Every morning, I write my gratitude. Lest I offend my disgruntled waking eyes, only one small desk lamp illumines the leather chair in my office. I begin by writing the date in Shaeffer red with a fountain pen that I have dedicated to this color. Then I write at least one paragraph in sepia, beginning with the words “I am grateful for…”

I concentrate on concrete, specific goods rather than abstractions such as “peace” or “prosperity.” I am grateful for seeing the brightness on the face of my seven-year-old son as he rides his new bike around the block. I am grateful for the shock of mauve among otherwise still barren trees as I go on my walks and see the first redbuds of the season. I am grateful for the enthusiasm that my children bring to learning French and German, that their education is not something I must force or cajole them into. I am grateful for the savor of creamy white wine sauce mixed with a lemon acidity in the shrimp and pasta dish that my wife so skillfully prepares for our dinner. I am grateful for the stained-glass ultramarine in the mantle of Our Lady which always seems to grab my attention at mass.

I undertake this exercise each morning—whether my sluggish waking consciousness especially feels like it or not—because I have experienced the way that gratitude grounds numerous other virtues in a flourishing life. A day begun in gratitude is a day begun with a humble, receptive stance toward goodness and beauty. Gratitude has a way of melting bitterness, resentment, and depression. Even if one cannot bring oneself to be grateful for a person or circumstance that is giving one trouble, gratitude for unrelated things clears the air of the soul, cutting through and driving away the smog. If you cannot be grateful because it’s the right thing to do, at least be grateful because it will make your day significantly more pleasant.

The stance of gratitude is really a stance toward two things at once: the gift and the giver. First, one must look closely at the gift and take it seriously rather than taking it for granted. One must truly appreciate its goodness, both in itself and in the benefit it brings to one’s life. Hence, the discipline of gratitude is an education in learning to see beauty. Second, gratitude must look to the giver, acknowledging the ultimate source of all good things in their transcendent ground and receiving the present gift in the spirit in which it is given: the infinite love of God. Hence, the discipline of gratitude is an education in responding to love with love.

If it were up to me, gratitude would be one of the cardinal virtues. Out of wisdom, courage, prudence, and justice, I would replace justice because there is a good case to be made that justice proceeds from gratitude rather than gratitude from justice. Justice means giving each thing its proper due. It is the right relation to each. One can think of gratitude as simply a species of this broader category, i.e. that which is due when a gift is given. But I would suggest that flipping that understanding around is the better way (or at least illuminates something profound about gratitude). All things are a gift; all people are a gift. I must first be open to receiving them as a gift and responding with gratitude if I am to have any hope relating to them with justice.

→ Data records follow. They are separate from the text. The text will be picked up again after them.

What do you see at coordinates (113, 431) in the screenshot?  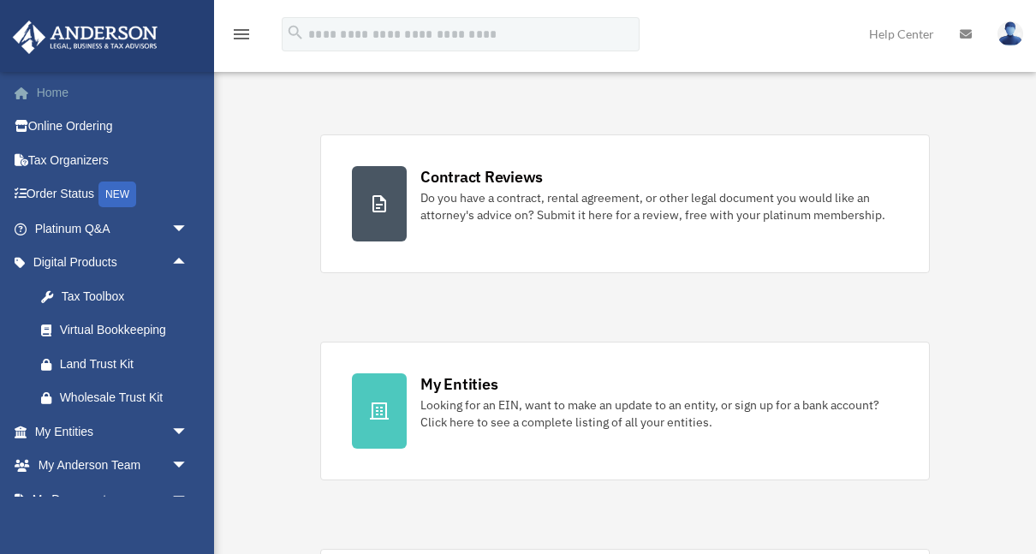 I see `a: My Entitiesarrow_drop_down` at bounding box center [113, 431].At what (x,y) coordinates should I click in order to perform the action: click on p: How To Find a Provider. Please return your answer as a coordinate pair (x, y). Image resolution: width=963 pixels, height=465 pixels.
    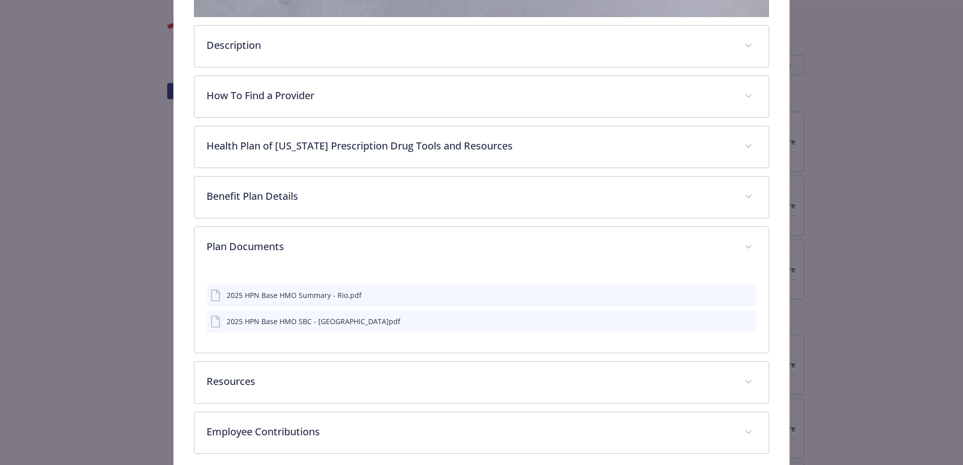
    Looking at the image, I should click on (469, 96).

I will be able to treat my son with the justice that a father-son relationship calls for when I first receive him with gratitude, when I stop taking him for granted, when I learn to see the irreplaceable goodness of his person. On this basis, I can determine whether it would be just or not to give him an allowance.

A much more difficult case is justice in the ordinary criminal sense. Can I really begin with gratitude toward a thief? Toward a murderer? I cannot and should not be grateful to the thief for his theft or the murderer for his murder. But I can and should be grateful—although this sometimes requires heroic saintliness—to God for the ineliminable goodness of this person’s existence, a dignity and preciousness that can be effaced by evil but never wholly destroyed. Beginning from this grateful stance toward God, justice toward the criminal (and not least toward his victims) can proceed.

As with justice so with much else in our lives. Beginning from a stance of gratitude, the movements of the other virtues flow in an elegant dance. Without gratitude, however, they become stiff and falter if they do not altogether fail. How can I perform well my calling at work if I am ungrateful for my position? How can a student study well in class if he is ungrateful for the privilege of his education? How can I love well my wife if I am ungrateful for all her inestimable worth?

I am grateful, then, for my fountain pen. I am grateful for the dark brown ink and manila paper in the soft lamplight of the early morning. I am grateful even for the disgruntling of my eyes because that disgruntling pushes my soul into an effort of gratitude that little by little teaches me to see the world aright.